Guitar technique
A bend is a guitar technique where you push or pull a string sideways across the fret to raise the pitch without moving your finger to a new fret.
Free for the first 3 songs.
What it is
Bends are how guitar produces the expressive vocal-like quality that defines blues, rock, and country lead playing. A full-step bend raises the pitch by two frets worth of pitch, a half-step bend by one, and a quarter-step bend produces the bluesy in-between notes that don't exist on a piano.
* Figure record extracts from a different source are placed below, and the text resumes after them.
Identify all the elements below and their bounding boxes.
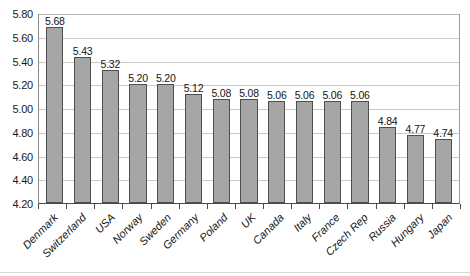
bar-value-label: 5.08 xyxy=(211,87,231,99)
bar[interactable]: 4.77 xyxy=(407,135,424,203)
bar-slot: 4.84 xyxy=(374,14,402,203)
bar-chart: 5.805.605.405.205.004.804.604.404.20 5.6… xyxy=(0,0,470,276)
bar-value-label: 5.06 xyxy=(322,89,342,101)
x-axis-label-slot: Poland xyxy=(207,209,235,271)
x-axis-tick xyxy=(460,204,461,209)
bar-slot: 5.08 xyxy=(235,14,263,203)
bar-slot: 5.20 xyxy=(152,14,180,203)
y-axis-tick-label: 5.60 xyxy=(12,32,33,44)
bar[interactable]: 5.43 xyxy=(74,57,91,203)
x-axis-label-slot: Japan xyxy=(432,209,460,271)
bar[interactable]: 5.06 xyxy=(351,101,368,203)
bar[interactable]: 5.68 xyxy=(46,27,63,203)
bar[interactable]: 5.06 xyxy=(324,101,341,203)
x-axis-label-slot: Canada xyxy=(263,209,291,271)
bar[interactable]: 5.20 xyxy=(157,84,174,203)
bar-slot: 5.68 xyxy=(41,14,69,203)
y-axis-tick-label: 4.80 xyxy=(12,127,33,139)
bar[interactable]: 5.12 xyxy=(185,94,202,203)
x-axis-category-label[interactable]: Italy xyxy=(291,211,314,234)
bar-value-label: 5.32 xyxy=(101,58,121,70)
x-axis-label-slot: Hungary xyxy=(404,209,432,271)
bar-slot: 5.06 xyxy=(346,14,374,203)
y-axis-tick-label: 5.80 xyxy=(12,8,33,20)
bar-value-label: 5.08 xyxy=(239,87,259,99)
bar-value-label: 5.12 xyxy=(184,82,204,94)
bar-value-label: 5.20 xyxy=(128,72,148,84)
y-axis-tick-label: 4.60 xyxy=(12,151,33,163)
bar-series: 5.685.435.325.205.205.125.085.085.065.06… xyxy=(39,14,459,203)
bar-slot: 5.08 xyxy=(207,14,235,203)
bar-value-label: 4.77 xyxy=(406,123,426,135)
bar[interactable]: 5.06 xyxy=(268,101,285,203)
bar[interactable]: 5.20 xyxy=(129,84,146,203)
bar-slot: 4.77 xyxy=(402,14,430,203)
bar-value-label: 5.20 xyxy=(156,72,176,84)
y-axis-tick-label: 5.00 xyxy=(12,103,33,115)
bar-slot: 5.06 xyxy=(291,14,319,203)
bar-slot: 5.43 xyxy=(69,14,97,203)
bar-value-label: 5.06 xyxy=(267,89,287,101)
x-axis-category-label[interactable]: UK xyxy=(238,211,257,230)
bottom-divider xyxy=(0,272,470,273)
bar-slot: 5.12 xyxy=(180,14,208,203)
bar-slot: 5.06 xyxy=(318,14,346,203)
bar-slot: 4.74 xyxy=(429,14,457,203)
bar-slot: 5.20 xyxy=(124,14,152,203)
bar[interactable]: 4.74 xyxy=(435,139,452,203)
bar-value-label: 5.06 xyxy=(350,89,370,101)
bar[interactable]: 5.06 xyxy=(296,101,313,203)
bar-value-label: 5.06 xyxy=(295,89,315,101)
x-axis-label-slot: Switzerland xyxy=(66,209,94,271)
y-axis-tick-label: 5.20 xyxy=(12,79,33,91)
bar-value-label: 5.68 xyxy=(45,15,65,27)
bar-value-label: 5.43 xyxy=(73,45,93,57)
y-axis-tick-label: 4.40 xyxy=(12,174,33,186)
bar-slot: 5.06 xyxy=(263,14,291,203)
bar[interactable]: 5.08 xyxy=(213,99,230,204)
x-axis-category-label[interactable]: USA xyxy=(92,211,116,235)
y-axis-tick-label: 5.40 xyxy=(12,56,33,68)
bar-value-label: 4.84 xyxy=(378,115,398,127)
bar-value-label: 4.74 xyxy=(433,127,453,139)
bar[interactable]: 5.32 xyxy=(102,70,119,203)
plot-area: 5.685.435.325.205.205.125.085.085.065.06… xyxy=(38,14,460,204)
bar[interactable]: 4.84 xyxy=(379,127,396,203)
x-axis-category-labels: DenmarkSwitzerlandUSANorwaySwedenGermany… xyxy=(38,209,460,271)
bar-slot: 5.32 xyxy=(96,14,124,203)
y-axis-tick-label: 4.20 xyxy=(12,198,33,210)
bar[interactable]: 5.08 xyxy=(240,99,257,204)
Bend amount, attack speed, and release timing all carry musical meaning and are part of what makes one player's vibrato and bending sound different from another's.
How to read it
In standard guitar tab, bends are written with a 'b' or an upward arrow after the fret number, often with the target pitch in parentheses: 7b9 means bend the 7th fret note up to sound the same as the 9th fret. Half bends use 'b' alone; full bends are sometimes written 'bf'; pre-bends start with the string already bent then attacked.
See the full guide to reading guitar tab for the complete symbol reference, or browse the glossary for related terminology.
How audio2guitar detects it
Bend detection requires per-frame pitch tracking, not just note onset detection. The audio2guitar pipeline tracks instantaneous fundamental frequency through each sustained note and identifies bends when the pitch drifts smoothly above the resting frequency. Bend amount is computed in cents and snapped to the nearest quarter, half, or whole step.
Where it shows up
Yes. The tab marks the bend amount (half-step, full-step, or 1.5 step) and indicates whether the bend is held, released, or pre-bent.
Yes. Quarter-step bends are notated explicitly because they're musically distinct in blues playing.
Every bends our pipeline detects gets marked in the tab automatically. First 3 songs free.